Thursday, January 2, 2014

All-Black Towns of Oklahoma

The turn of the twentieth century saw the terror against African Americans reach a kind of peak.  The withdrawal of Federal troops from the former Confederacy may have been finished in 1876, but it did not mean the automatic end of Black suffrage.  Rather it was an ongoing race war.  In September, 1906, for example, or at the very same time as many of the events in Stones from the Creek, the Atlanta newspapers reported four alleged assaults on white men by African Americans.  Thousands of white youths and men attacked the African American community, with the connivance of the police, and thirty to forty Black men were killed.  This race riot was triggered by African American insistence on continuing to vote, which can be seen by the immediate disfranchisement laws passed by the new administration of Governor Hoke Smith after he was elected six weeks later.

The same is true of the lynchings elsewhere.  They were no ritual humiliations of an already-subjugated group.  They were acts of war by the ruling whites against the subordinate and -- in many parts of the South -- majority Blacks.  The entire Jim Crow structure had to be created out of thin air.  Never forget that if whites truly did not want Blacks around them they would not have asked them to prepare and serve their food, clean their homes or care for their children.  Can any more intimate relation be imagined?

So the creation of the all-Black towns, many of them in the Indian and Oklahoma Territories was one form of resistance against the terror.  In the all-Black towns there would be no segregation and no disfranchisement.  There would be no firebombing of African American businesses.  The presence of large numbers of African Creeks and Cherokees in the Indian Territory made this land, which would become Oklahoma, look like a promising place for Black towns.  Some of the miccos (chiefs) in the Creek Nation even naturalized African Americans from the States as Creek citizens.

The fate of those towns is a story for a different day.  But when the fictional Ezekiel Payne (protagonist of "In the Midst of the Valley") his daughter Nessa and his Daddy moved to Boley, they were part of a historical
Black middle class that was trying to create a safe haven for their children.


● **What is needed**: Leaving out all pictures, write down exactly the lines from the one containing "At what (x,y)" through the last line of the material.

● **Given records**:
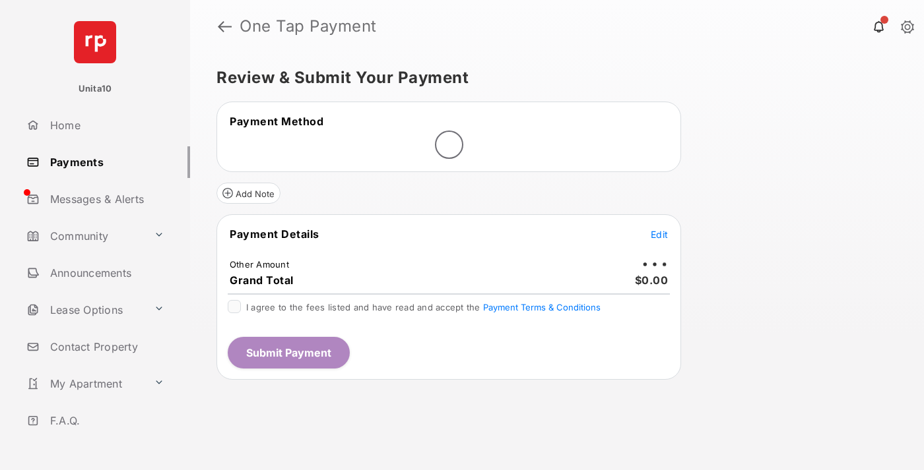  I want to click on a: Payments, so click(106, 162).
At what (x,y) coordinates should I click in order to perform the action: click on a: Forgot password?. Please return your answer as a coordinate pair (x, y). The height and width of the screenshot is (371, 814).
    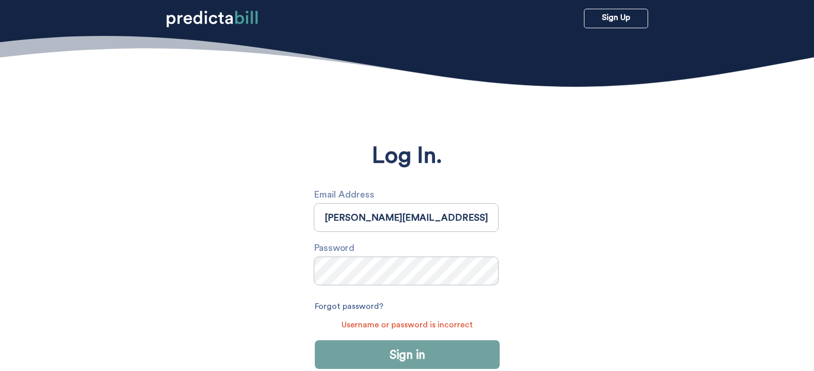
    Looking at the image, I should click on (349, 307).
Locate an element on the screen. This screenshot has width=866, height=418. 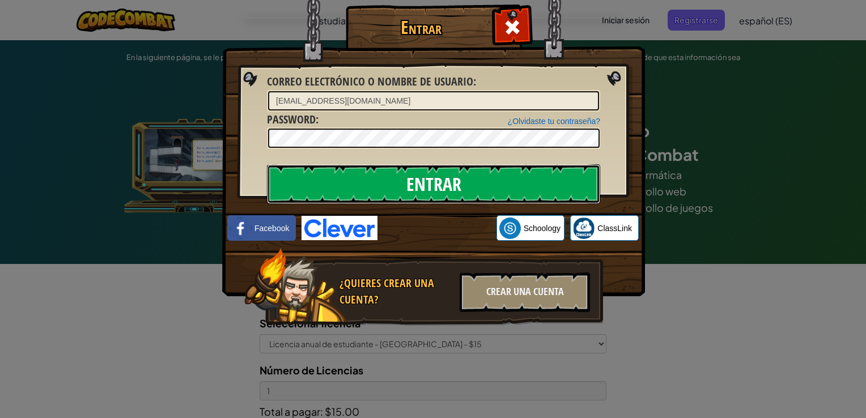
img: clever-logo-blue.png is located at coordinates (339, 228).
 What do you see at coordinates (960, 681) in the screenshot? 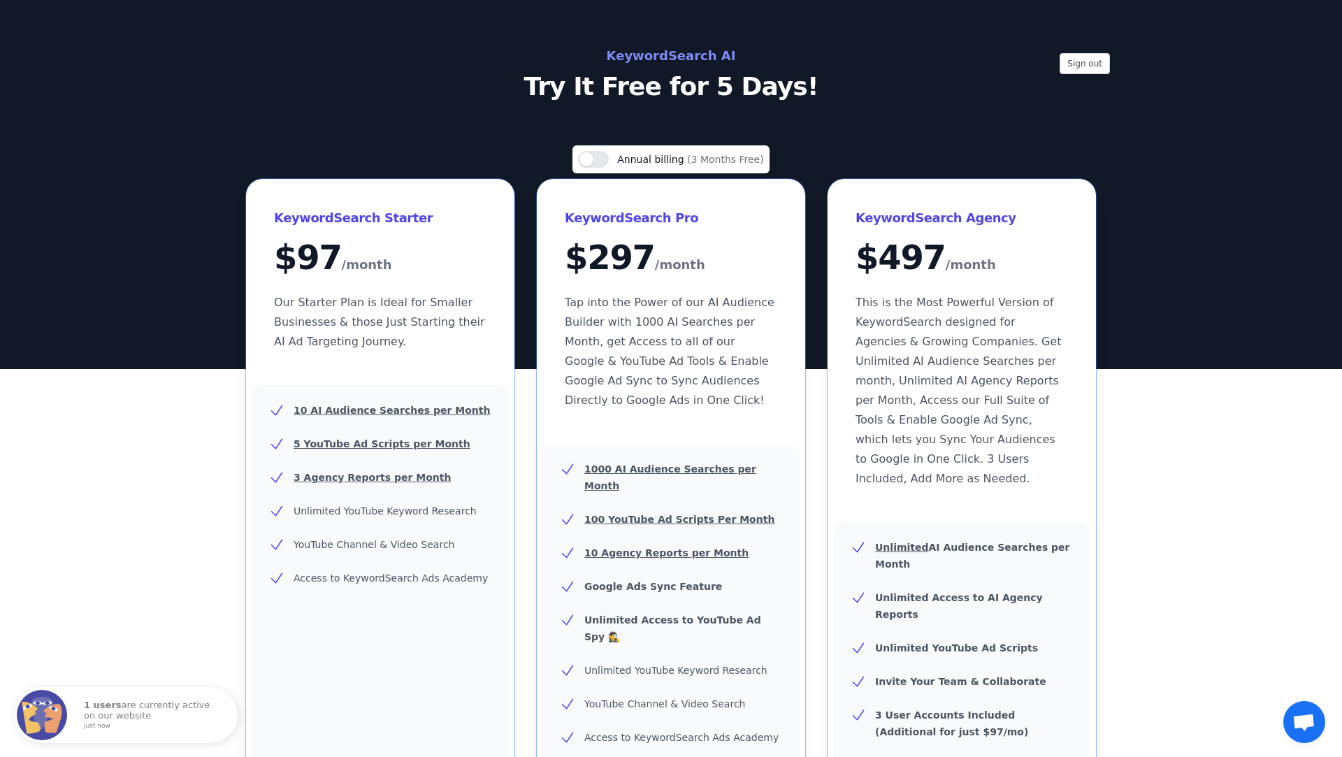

● **Response box**:
At what (x,y) coordinates should I click in order to perform the action: click on a: Forgot password?. Please return your answer as a coordinate pair (x, y). The height and width of the screenshot is (371, 814).
    Looking at the image, I should click on (349, 307).
Locate an element on the screen. This screenshot has width=866, height=418. 
img: clever-logo-blue.png is located at coordinates (339, 228).
 What do you see at coordinates (960, 681) in the screenshot? 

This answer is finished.